In this gripping and deeply reported book, Brian Goldstone plunges readers into the lives of five Atlanta families struggling to remain housed in a gentrifying, increasingly unequal city. Maurice and Natalia make a fresh start in the country’s “Black Mecca” after being priced out of DC. Kara dreams of starting her own cleaning business while mopping floors at a public hospital. Britt scores a coveted housing voucher. Michelle is in school to become a social worker. Celeste toils at her warehouse job while undergoing treatment for ovarian cancer. Each of them aspires to provide a decent life for their children—and each of them, one by one, joins the ranks of the nation’s working homeless.
Through intimate, novelistic portraits, Goldstone reveals the human cost of this crisis, following parents and their kids as they go to sleep in cars, or in squalid extended-stay hotel rooms, and head out to their jobs and schools the next morning. These are the nation’s hidden homeless omitted from official statistics, and proof that overflowing shelters and street encampments are only the most visible manifestation of a far more pervasive problem.
By turns heartbreaking and urgent, There Is No Place for Us illuminates the true magnitude, causes, and consequences of the new American homelessness—and shows that it won’t be solved until housing is treated as a fundamental human right.
Already in a book club? You can checkout sets of books from APL’s previous book club selections. Each bag contains 8-12 copies of the book and check out for 8 weeks.
Questions about APL book clubs? Email us at librarywebteam@cityofalbany.net
Albany Public Library is excited to offer access to New York Times Digital by remote code activation. See instruction below to get started.
Remote Access:
Through a joint project between the Albany Regional Museum and the Albany Public Library, approximately 7,000 photos from the Robert Potts Collection were numbered, sorted, and scanned. This project is supported in part by a grant from the State Historic Preservation Office, Oregon Parks and Recreation Department.

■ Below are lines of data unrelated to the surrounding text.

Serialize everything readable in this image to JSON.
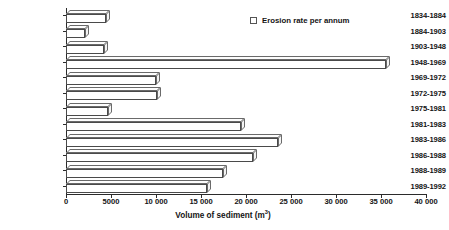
{
  "chart_data": {
    "type": "bar",
    "orientation": "horizontal",
    "title": "",
    "xlabel": "Volume of sediment (m³)",
    "ylabel": "",
    "xlim": [
      0,
      40000
    ],
    "grid": false,
    "legend": {
      "position": "top-right",
      "entries": [
        {
          "label": "Erosion rate per annum",
          "swatch": "white-square-outline"
        }
      ]
    },
    "xticks": [
      0,
      5000,
      10000,
      15000,
      20000,
      25000,
      30000,
      35000,
      40000
    ],
    "xtick_labels": [
      "0",
      "5000",
      "10 000",
      "15 000",
      "20 000",
      "25 000",
      "30 000",
      "35 000",
      "40 000"
    ],
    "categories": [
      "1834-1884",
      "1884-1903",
      "1903-1948",
      "1948-1969",
      "1969-1972",
      "1972-1975",
      "1975-1981",
      "1981-1983",
      "1983-1986",
      "1986-1988",
      "1988-1989",
      "1989-1992"
    ],
    "values": [
      4400,
      2100,
      4200,
      35500,
      10000,
      10100,
      4700,
      19400,
      23600,
      20800,
      17400,
      15700
    ],
    "series": [
      {
        "name": "Erosion rate per annum",
        "values": [
          4400,
          2100,
          4200,
          35500,
          10000,
          10100,
          4700,
          19400,
          23600,
          20800,
          17400,
          15700
        ]
      }
    ],
    "style": {
      "bar_fill": "#ffffff",
      "bar_outline": "#4a4a4a",
      "axis_color": "#2b2b2b",
      "three_d": true
    }
  }
}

Click here to access the historical photos: Online Collections | Albany Regional Museum
Robert “Bob” Potts was a lifelong Albany resident, serving in the military as a ham radio operator during World War II. He was a co-owner of Duedall & Pott’s Stationery Store in downtown Albany for many years. Potts was very involved in the history of Albany and spent many years collecting photographs. In the 1990s, Potts wrote six books on Albany’s history, which included hundreds of historic photographs.